Cuba’s humanitarian effort, or what was later dubbed the “Children of Chernobyl” program, was concentrated in the resort town of Tarará — roughly 19 kilometres east of Havana. Besides a school, two sports fields and a long stretch of sandy beach, Tarará had a movie theatre and a cultural centre. Most importantly, there was a 350-bed hospital, staffed with some 50 Cuban doctors and 80 nurses, to treat the cancer-stricken Ukrainian children.
It is worth highlighting that the Cuban government covered all the costs for their medical treatment, food and accommodation and any other extracurricular activities. These patients (or the Ukrainian government) were, however, responsible to pay for their transportation costs to the island. But the Cubans even took care of the accommodation expenses for the accompanying family member.
It is difficult to say with any precision what the full cost to Cuba was for treating 25,000-plus cancer patients over those two decades. But we are probably talking about billions here, and not hundreds of millions of dollars. In fact, one Ukrainian NGO, the International Fund for Chernobyl, pegged the drug costs alone for patients at roughly $350 million in 2010.

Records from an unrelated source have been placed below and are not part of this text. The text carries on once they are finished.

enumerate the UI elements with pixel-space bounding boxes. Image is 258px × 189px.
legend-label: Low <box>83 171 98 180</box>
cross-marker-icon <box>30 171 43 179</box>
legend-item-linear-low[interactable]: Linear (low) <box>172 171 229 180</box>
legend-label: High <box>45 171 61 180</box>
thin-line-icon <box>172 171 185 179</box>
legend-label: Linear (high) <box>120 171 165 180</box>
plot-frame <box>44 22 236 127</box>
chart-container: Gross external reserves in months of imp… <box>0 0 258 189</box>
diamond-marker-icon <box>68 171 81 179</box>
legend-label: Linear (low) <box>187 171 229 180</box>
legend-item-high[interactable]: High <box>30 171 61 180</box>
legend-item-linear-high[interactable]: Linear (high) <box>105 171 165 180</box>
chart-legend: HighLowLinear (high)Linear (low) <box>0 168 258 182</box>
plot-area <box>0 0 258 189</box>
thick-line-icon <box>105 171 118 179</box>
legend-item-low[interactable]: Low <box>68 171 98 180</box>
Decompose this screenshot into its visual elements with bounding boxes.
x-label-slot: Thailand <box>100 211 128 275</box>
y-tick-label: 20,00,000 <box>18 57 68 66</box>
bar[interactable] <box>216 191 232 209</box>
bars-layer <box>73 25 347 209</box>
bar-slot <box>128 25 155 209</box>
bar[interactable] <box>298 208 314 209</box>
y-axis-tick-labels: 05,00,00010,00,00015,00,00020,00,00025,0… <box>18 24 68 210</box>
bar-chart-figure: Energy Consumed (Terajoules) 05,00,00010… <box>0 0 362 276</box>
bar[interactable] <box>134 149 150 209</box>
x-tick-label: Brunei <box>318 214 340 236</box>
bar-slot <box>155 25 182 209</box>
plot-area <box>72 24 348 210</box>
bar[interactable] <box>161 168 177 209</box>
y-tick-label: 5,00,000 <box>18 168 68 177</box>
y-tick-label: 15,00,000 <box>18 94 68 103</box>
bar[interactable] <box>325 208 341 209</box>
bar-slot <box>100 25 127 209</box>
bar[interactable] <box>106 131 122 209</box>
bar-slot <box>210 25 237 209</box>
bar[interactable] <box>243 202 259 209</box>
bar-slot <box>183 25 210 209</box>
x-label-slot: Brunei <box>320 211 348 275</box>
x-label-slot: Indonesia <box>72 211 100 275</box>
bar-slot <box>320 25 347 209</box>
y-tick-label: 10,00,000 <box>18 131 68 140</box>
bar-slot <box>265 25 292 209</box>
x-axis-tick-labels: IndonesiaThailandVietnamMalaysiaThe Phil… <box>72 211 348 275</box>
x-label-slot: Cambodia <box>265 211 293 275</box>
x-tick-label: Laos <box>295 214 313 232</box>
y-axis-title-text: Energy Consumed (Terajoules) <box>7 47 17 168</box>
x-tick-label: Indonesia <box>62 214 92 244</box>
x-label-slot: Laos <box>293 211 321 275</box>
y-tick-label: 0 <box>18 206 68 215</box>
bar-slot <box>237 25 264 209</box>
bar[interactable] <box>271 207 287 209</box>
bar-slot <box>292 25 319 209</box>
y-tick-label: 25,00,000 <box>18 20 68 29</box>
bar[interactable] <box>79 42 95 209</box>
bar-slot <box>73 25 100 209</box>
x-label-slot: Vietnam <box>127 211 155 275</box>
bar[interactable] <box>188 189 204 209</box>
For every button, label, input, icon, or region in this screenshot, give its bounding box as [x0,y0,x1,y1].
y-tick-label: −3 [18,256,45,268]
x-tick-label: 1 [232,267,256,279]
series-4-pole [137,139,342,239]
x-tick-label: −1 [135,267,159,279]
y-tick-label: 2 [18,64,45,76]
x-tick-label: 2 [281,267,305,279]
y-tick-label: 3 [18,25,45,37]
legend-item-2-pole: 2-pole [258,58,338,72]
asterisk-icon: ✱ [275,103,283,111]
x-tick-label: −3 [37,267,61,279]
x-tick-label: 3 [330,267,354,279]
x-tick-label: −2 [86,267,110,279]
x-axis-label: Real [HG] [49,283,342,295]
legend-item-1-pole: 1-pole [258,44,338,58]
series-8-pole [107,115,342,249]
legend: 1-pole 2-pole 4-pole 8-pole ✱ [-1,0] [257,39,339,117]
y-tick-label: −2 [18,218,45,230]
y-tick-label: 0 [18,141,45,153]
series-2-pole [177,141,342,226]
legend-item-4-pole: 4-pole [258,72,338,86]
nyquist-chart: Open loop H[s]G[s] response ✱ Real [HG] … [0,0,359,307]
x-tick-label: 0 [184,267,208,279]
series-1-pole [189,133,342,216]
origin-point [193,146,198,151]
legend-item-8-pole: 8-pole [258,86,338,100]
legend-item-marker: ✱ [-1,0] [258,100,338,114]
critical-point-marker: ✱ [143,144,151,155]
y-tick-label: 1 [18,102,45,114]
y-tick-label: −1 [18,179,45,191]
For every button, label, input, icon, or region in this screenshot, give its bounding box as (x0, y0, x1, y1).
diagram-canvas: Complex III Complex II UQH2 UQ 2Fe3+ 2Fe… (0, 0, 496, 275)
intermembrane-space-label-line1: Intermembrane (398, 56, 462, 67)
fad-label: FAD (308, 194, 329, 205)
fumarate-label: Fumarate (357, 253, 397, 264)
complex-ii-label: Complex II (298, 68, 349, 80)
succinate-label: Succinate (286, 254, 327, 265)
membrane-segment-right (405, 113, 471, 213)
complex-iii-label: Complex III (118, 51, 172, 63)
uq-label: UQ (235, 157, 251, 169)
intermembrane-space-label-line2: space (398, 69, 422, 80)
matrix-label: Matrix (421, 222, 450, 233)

As far as I know, the Cuban government never asked for anything substantive in return.
Interestingly, then-Cuban president Fidel Castro took a personal interest in the fate of the Chernobyl children and visited Tarará many times. In early 1990, just after the sick Ukrainian children started arriving, Castro was adamant: “They are going to have the best doctors, the best medical care, the best hospitals, the best medicines that exist in the world. This co-operation of ours is a very basic duty.”
He would also frequently check in with the medical staff at the Tarará hospital to get an update on how the Ukrainian children were progressing.
At this stage, however, it’s hard to predict exactly where Ukrainian-Cuba relations will go from here. There were some encouraging signs recently from Ukraine’s chief of mission in Havana, Oleksandr Kalinchuk, who said that he was in favour of engaging with Cuban officials on the current situation in Ukraine.
One would hope, given what transpired during that 21-year period when Cuba provided much-needed heath care to deathly sick Ukrainian children, that the two countries can find some common diplomatic ground going forward.
Peter McKenna is professor of political science at the University of Prince Edward Island in Charlottetown.